The Church at Brook Hills

December 15, 2009


Dr. David Platt

Last Sunday we attended a fast-growing church in Birmingham called The Church at Brook Hills. Located at the southeastern edge of the city, the church attracts 5,000 people each Sunday in three identical services. They come in large part because of the earnest preaching of the senior pastor, Dr. David Platt. Although he is only 30 years old, he has already gained national fame as one of the rising young pastors in America. Each week he preaches 45-55 minutes of straightforward Bible exposition. Sometimes he speaks for an hour. When Brook Hills sponsors an occasional gathering called Secret Church, he preaches for four hours in four separate sessions. And 2500 people (most of them 30 and under) pack the sanctuary to hear him.

Obviously David Platt sets the vision and the tone. That’s a given. But beyond that, I was struck by the simplicity of the whole church. If you read their website, it’s clear that they ask their people to commit to three things:

Weekly worship
Attendance in a small group
Participation in “global outreach”

That’s it. Worship . . . small groups . . . global outreach.

For the last one, they challenge each member to devote 2% of their year (roughly a week) to serving on a missions team that ministers outside of the church itself. And “missions” for them includes ministering to the homeless, the sick, the poor, the malnourished, and reaching out to orphans and widows. At the end of the service the pastor asked everyone who had taken training to become foster parents to come forward for prayer. It was deeply moving to watch several hundred people being prayed for. “We want to care for every child in Shelby County that needs a home,” he said.

The church is Southern Baptist, but it doesn’t look or feel like a traditional SBC church. There is no regular choir, no adult Sunday School classes, and many of the usual programs are missing. You don’t join the church by walking an aisle. And David Platt preaches long sermons with strong Bible doctrine. 

It’s not the typical SBC approach but clearly they are doing something right. For 2010 the pastor challenged the church to make a Radical Experiment in which they heavily reduced discretionary spending so they could spend more in targeted outreach in Birmingham and overseas (especially in India). Their bottom-line number is essentially the same for both years ($8.4 million), but by cutting expenses they were able to free up $1.5 million that they had been spending on programs inside the church.

All across the Southern Baptist Convention younger pastors are trying to find new ways to do church. That’s critically important because the SBC is trying to plant new churches in urban areas like Pittsburgh and Cleveland and New York City that have no history of the traditional Southern Baptist approach. The younger leaders know that the typical way of doing things won’t work in every setting. I think we encountered one of those “new ways” last Sunday, and we enjoyed it immensely. Brook Hills offers an exciting glimpse into the church of the future.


* **Action item**: Return an exact copy of the lines from the one holding "Describe the element at coordinates (241, 178)" to the end of the data, including both the starting and final lines. Leave the pictures out.

* **Records excerpted from a collection**:
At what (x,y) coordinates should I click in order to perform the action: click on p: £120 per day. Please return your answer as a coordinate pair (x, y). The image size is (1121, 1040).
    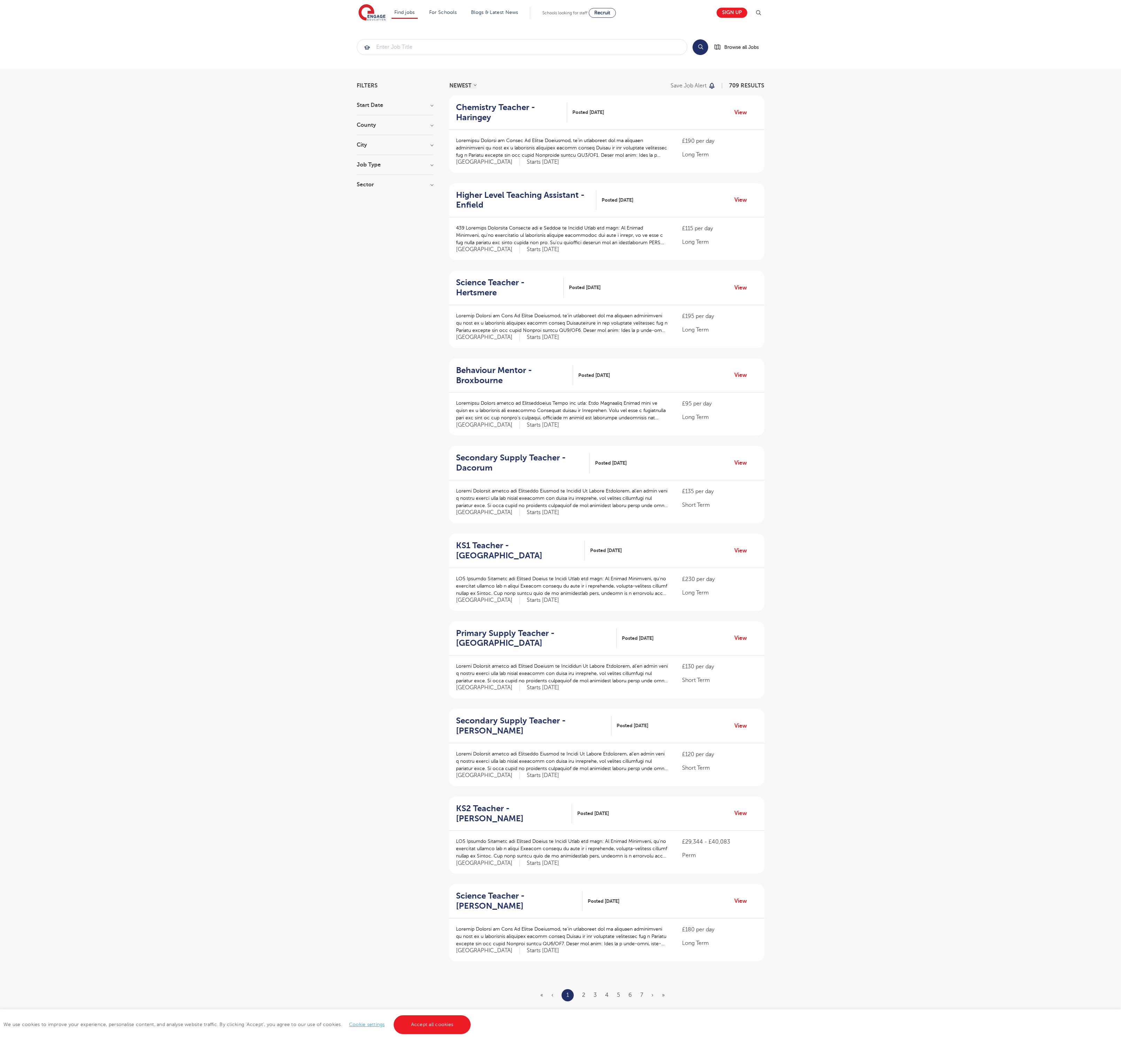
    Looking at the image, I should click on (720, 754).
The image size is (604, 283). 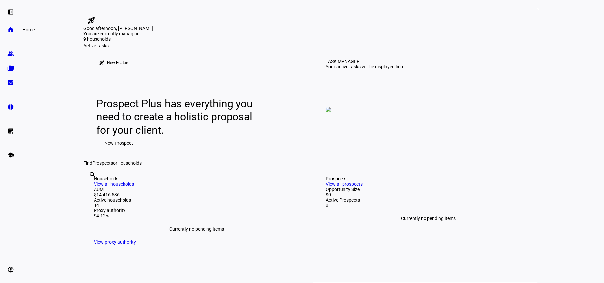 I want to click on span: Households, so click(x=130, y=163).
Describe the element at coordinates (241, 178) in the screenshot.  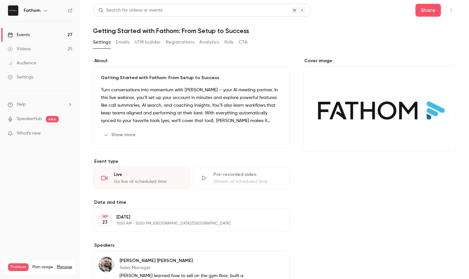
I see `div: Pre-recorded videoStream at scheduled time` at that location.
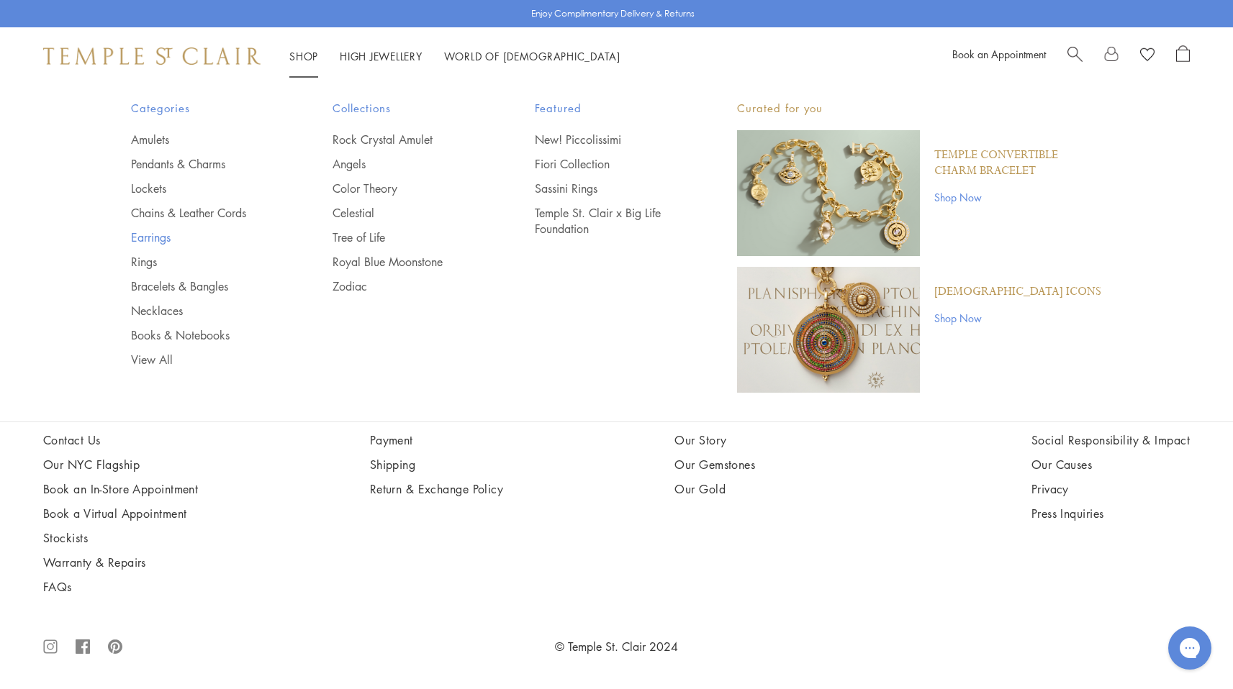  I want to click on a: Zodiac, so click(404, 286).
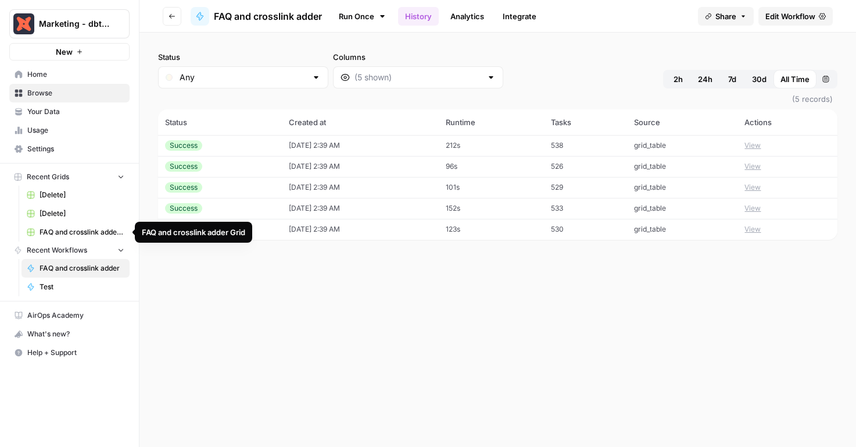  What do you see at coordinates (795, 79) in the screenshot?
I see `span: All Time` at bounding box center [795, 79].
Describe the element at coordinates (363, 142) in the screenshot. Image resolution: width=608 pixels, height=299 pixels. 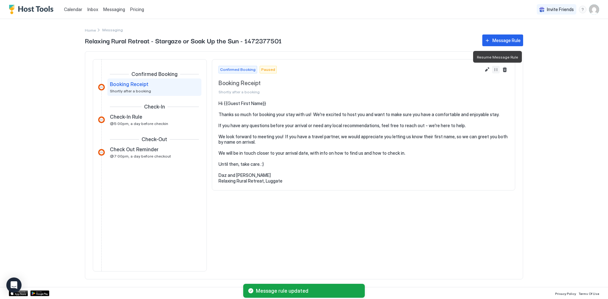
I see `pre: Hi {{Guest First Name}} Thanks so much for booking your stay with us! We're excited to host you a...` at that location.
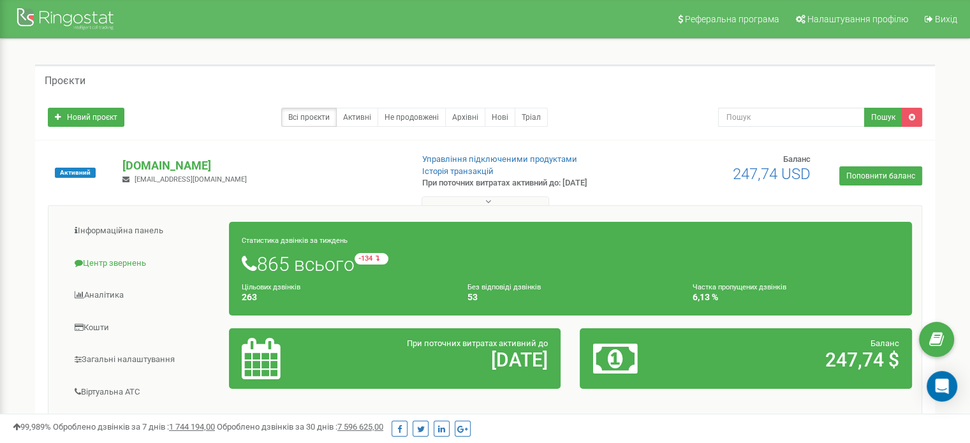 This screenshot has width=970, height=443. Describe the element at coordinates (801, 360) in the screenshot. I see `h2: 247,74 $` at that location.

* **Exercise answer**:
Describe the element at coordinates (241, 178) in the screenshot.  
I see `div: Pre-recorded videoStream at scheduled time` at that location.
  I want to click on a: Zodiac, so click(404, 286).
  What do you see at coordinates (795, 79) in the screenshot?
I see `span: All Time` at bounding box center [795, 79].
Describe the element at coordinates (363, 142) in the screenshot. Image resolution: width=608 pixels, height=299 pixels. 
I see `pre: Hi {{Guest First Name}} Thanks so much for booking your stay with us! We're excited to host you a...` at that location.
 This screenshot has width=970, height=443. Describe the element at coordinates (801, 360) in the screenshot. I see `h2: 247,74 $` at that location.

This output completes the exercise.